Genre: International ,North American
Origin: U.S.A
Listen on Coda
Canray Fontenot earned the title "last of the great Creole and Cajun fiddlers" from Arhoolie Records founder Chris Strachwitz. Playing fiddle in a raw, elemental manner and punctuating each phrase with the steady stomp of bare feet, he ranked among the final exponents of the pre-zydeco Creole tradition that had taken shape in the nineteenth century. Several of his own compositions, among them "Joe Pitre a Deux Femmes," "Les Barres de la Prison," and "Bonsou Moreau," later entered the standard Cajun songbook.

Raised on the family farm, Fontenot acquired his musical ability from his accordion-playing parents. His earliest instrument was a homemade cigar-box fiddle strung with wire scavenged from a screen door, while its bow consisted of pear-tree twigs strung with sewing thread. Although his mother refrained from public performance, his father, Adam Fontenot—known locally as Nonc Adam—enjoyed widespread recognition among southwest Louisiana’s Cajun communities; Fontenot would eventually commit nearly the entire paternal repertoire to record.

In 1937 Amade Ardoin asked the young fiddler to accompany him to New York for the session that produced "Les Portes de la Prison," yet Fontenot’s mother declined permission, judging him still too young for the journey. After working with various string bands, he formed a lasting partnership in the mid-1940s with accordionist Alphonse "Bois-Sec" Ardoin; the pair performed together for more than four decades. Their first appearance beyond Louisiana came at the 1966 Newport Folk Festival, five selections from which later appeared on the 1975 compilation Louisiana Cajun French Music from the Southwest Prairies.
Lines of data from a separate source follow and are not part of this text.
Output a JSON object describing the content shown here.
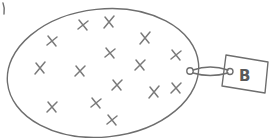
{
  "diagram": {
    "tag": {
      "label": "B"
    },
    "marks": {
      "symbol": "x",
      "count": 15
    },
    "colors": {
      "stroke": "#6e6e6e",
      "mark": "#7a7a7a",
      "label": "#5a5a5a",
      "background": "#ffffff"
    }
  }
}
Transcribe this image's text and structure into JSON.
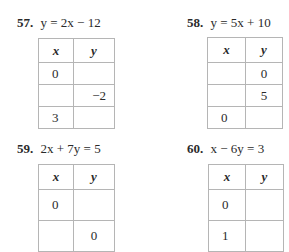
{
  "problems": [
    {
      "number": "57.",
      "equation": "y = 2x − 12",
      "headers": {
        "x": "x",
        "y": "y"
      },
      "rows": [
        {
          "x": "0",
          "y": ""
        },
        {
          "x": "",
          "y": "−2"
        },
        {
          "x": "3",
          "y": ""
        }
      ]
    },
    {
      "number": "58.",
      "equation": "y = 5x + 10",
      "headers": {
        "x": "x",
        "y": "y"
      },
      "rows": [
        {
          "x": "",
          "y": "0"
        },
        {
          "x": "",
          "y": "5"
        },
        {
          "x": "0",
          "y": ""
        }
      ]
    },
    {
      "number": "59.",
      "equation": "2x + 7y = 5",
      "headers": {
        "x": "x",
        "y": "y"
      },
      "rows": [
        {
          "x": "0",
          "y": ""
        },
        {
          "x": "",
          "y": "0"
        }
      ]
    },
    {
      "number": "60.",
      "equation": "x − 6y = 3",
      "headers": {
        "x": "x",
        "y": "y"
      },
      "rows": [
        {
          "x": "0",
          "y": ""
        },
        {
          "x": "1",
          "y": ""
        }
      ]
    }
  ]
}
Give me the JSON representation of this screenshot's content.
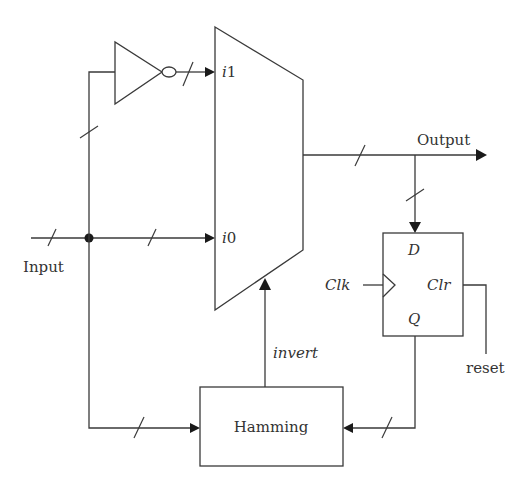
{
  "diagram": {
    "type": "block-diagram",
    "title": "",
    "colors": {
      "stroke": "#3a3a3a",
      "arrow": "#1a1a1a",
      "text": "#333333",
      "background": "#ffffff"
    },
    "labels": {
      "input": "Input",
      "output": "Output",
      "mux_i1": "i1",
      "mux_i0": "i0",
      "invert": "invert",
      "hamming": "Hamming",
      "ff_d": "D",
      "ff_clk": "Clk",
      "ff_clr": "Clr",
      "ff_q": "Q",
      "reset": "reset"
    },
    "nodes": [
      {
        "id": "inverter",
        "kind": "NOT gate"
      },
      {
        "id": "mux",
        "kind": "2-to-1 multiplexer",
        "inputs": [
          "i1",
          "i0"
        ],
        "select": "invert"
      },
      {
        "id": "flipflop",
        "kind": "D flip-flop",
        "ports": [
          "D",
          "Clk",
          "Clr",
          "Q"
        ]
      },
      {
        "id": "hamming",
        "kind": "block",
        "label": "Hamming"
      }
    ],
    "edges": [
      {
        "from": "Input",
        "to": "mux.i0",
        "bus": true
      },
      {
        "from": "Input",
        "to": "inverter",
        "bus": true
      },
      {
        "from": "inverter",
        "to": "mux.i1",
        "bus": true
      },
      {
        "from": "Input",
        "to": "hamming",
        "bus": true
      },
      {
        "from": "mux",
        "to": "Output",
        "bus": true
      },
      {
        "from": "mux",
        "to": "flipflop.D",
        "bus": true
      },
      {
        "from": "flipflop.Q",
        "to": "hamming",
        "bus": true
      },
      {
        "from": "hamming",
        "to": "mux.select",
        "label": "invert"
      },
      {
        "from": "Clk",
        "to": "flipflop.Clk"
      },
      {
        "from": "reset",
        "to": "flipflop.Clr"
      }
    ]
  }
}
Fontenot maintained a lengthy relationship with Arhoolie Records. The label reissued the duo’s earlier Melodian album Les Blues de Bayou in 1970 and, in 1983, augmented several of its tracks with fresh material to create La Musique Creole. Fontenot’s final Arhoolie release, Louisiana Hot Sauce, Creole Style, arrived in 1993 and incorporated further selections from Les Blues de Bayou together with four pieces cut with Beausoleil in 1985. He also appeared in the documentary J’ai Ete au Bal, produced by Chris Strachwitz and Les Blank.

Throughout his career Fontenot supported his family by sharecropping and later working in a hardware store, ultimately financing college educations for four of his six children and law school for his daughter. He succumbed to cancer in 1995.